The mother of his child.

His throat closed, and he coughed, fighting to regain his breath.

Stella stepped forward. “What do you mean, no money? He’s a duke!”

Mark almost laughed at her naiveté, something he would not have thought of her. “He is also an inveterate gambler. He lost most of the title’s wealth five years ago and has been selling the properties since. He has a bare set of rooms not far from here and a seat in Parliament due to his title. No heirs. The title will revert to the crown when he dies. Which will be not too long from now, if the rumors are true.”

She sank down on the bed. “What have I done?”

Mark sighed. “You have been as big a fool as I have.”

Stella looked up at him, eyes pleading. “Olivia...”

“I will take care of Olivia. And your mother, if she gets ill again. I meant it when I said you might go live with her, because at least then there will be some money, along with your wages. But our association is ended. I will give you until the end of the month to vacate this house.”

“I do not think I can live with my mother. She does not know about”—she waved a hand around the room—“this.”

“Then do what you can. But I can be no part of it.”

Her normal color returned, and she looked down at her hands, apparently resigned. “What will you do with the house?”

“I am not sure. Clean it. Rent it. Sell it. I will decide later.”

“The jewels?”

“They are yours to keep. They could help support you.”

“But my maid—”

“I will keep her on until I make a decision about the house. If the new tenant or owner does not need her services, I will provide a reference, so she does not have to say she worked for you unless she wishes to.”

Her voice turned bitter. “How thoughtful.”

Mark held his tongue. Stella could be as acrimonious as she wished, but they both knew she had created this drama, and he could have easily chucked them both out on the street this very day. After a moment of silence, he gave a sharp nod. “Very well. I will ask Matthew’s man of business to check in when you are gone. Goodbye, Stella.”

He turned and headed down the stairs, snatching his top hat from the table near the door and jamming it onto his head.

“Lord Mark?” The soft voice came from the doorway of the small parlor at the front of the house. He turned to see Stella’s maid, a wisp of a girl with brown curls peeking from beneath her cap. She clutched her hands over her stomach, fingers twisted in the cloth of her apron. “Thank you.”
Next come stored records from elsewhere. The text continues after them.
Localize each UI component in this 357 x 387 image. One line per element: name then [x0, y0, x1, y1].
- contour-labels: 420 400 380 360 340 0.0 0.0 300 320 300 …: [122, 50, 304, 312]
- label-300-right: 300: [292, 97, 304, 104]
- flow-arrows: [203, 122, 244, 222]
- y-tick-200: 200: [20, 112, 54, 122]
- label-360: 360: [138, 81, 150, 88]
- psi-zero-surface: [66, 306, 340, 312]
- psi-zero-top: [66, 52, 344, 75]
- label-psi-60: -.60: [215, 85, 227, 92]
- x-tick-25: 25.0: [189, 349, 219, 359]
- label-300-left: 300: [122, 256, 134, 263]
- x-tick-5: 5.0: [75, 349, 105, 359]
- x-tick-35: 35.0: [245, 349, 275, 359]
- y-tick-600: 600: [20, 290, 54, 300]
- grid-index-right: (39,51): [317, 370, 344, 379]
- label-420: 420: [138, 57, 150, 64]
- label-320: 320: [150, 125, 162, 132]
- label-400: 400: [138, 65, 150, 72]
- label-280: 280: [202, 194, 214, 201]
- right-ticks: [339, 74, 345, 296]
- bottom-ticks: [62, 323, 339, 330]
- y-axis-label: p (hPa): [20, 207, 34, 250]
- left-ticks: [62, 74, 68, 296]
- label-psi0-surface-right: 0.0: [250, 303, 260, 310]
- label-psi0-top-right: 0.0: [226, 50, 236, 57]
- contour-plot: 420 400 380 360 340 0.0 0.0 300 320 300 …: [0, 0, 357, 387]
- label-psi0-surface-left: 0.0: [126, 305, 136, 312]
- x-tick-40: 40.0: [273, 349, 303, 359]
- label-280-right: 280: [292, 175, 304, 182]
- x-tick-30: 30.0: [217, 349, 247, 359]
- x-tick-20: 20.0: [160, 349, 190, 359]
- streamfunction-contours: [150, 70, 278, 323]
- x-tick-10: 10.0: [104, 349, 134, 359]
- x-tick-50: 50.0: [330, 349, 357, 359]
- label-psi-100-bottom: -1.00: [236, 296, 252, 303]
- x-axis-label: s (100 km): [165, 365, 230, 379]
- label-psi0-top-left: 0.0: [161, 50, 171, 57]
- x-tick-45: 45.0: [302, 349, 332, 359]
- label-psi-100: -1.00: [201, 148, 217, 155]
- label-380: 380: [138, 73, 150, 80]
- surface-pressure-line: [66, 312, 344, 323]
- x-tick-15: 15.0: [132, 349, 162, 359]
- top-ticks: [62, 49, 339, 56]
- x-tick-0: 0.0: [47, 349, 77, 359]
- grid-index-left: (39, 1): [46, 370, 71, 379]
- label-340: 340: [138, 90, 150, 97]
He nodded. “Clara, is it?”

She bobbed her head.

“Do not fret. This will not be visited on you.”

She gave a long sigh, tears filling her eyes.

“Mark, please!” The wail echoed down the stairs and through the front hall. Clara winced.

Damn it, Stella.

“Take care of her,” he muttered to the maid, then he left, striding out the door and onto the pavement. He made his steps as long and heavy as he could, his boots pounding the hard surface beneath them. His anger, no longer a blasting flame, simmered deep within, a burning that drove him on. His cloak swirled around him as he pushed through the fog moving in off the river, and his vision tunneled, his thoughts a chaotic miasma.

Even now he could be ill with the beginnings of theton’smost dreaded illness. Many of the elite men carried the scourge of syphilis, and his own brother had warned him when Mark’s internal terrors from the war had turned him from the gentlewomen who wanted him to spend the night to paid companions—and Stella. Matthew had even reminded him of the adage so truthful in this age: “One night with Venus; a lifetime with Mercury.” But mercury, the supposed cure for the pox, often caused more damage than the disease. In France, in the rural areas that never knew medical aid, he had seen what the pox did to people over the years, the horrors it wreaked on mind, body, and spirit. The agonizing deaths.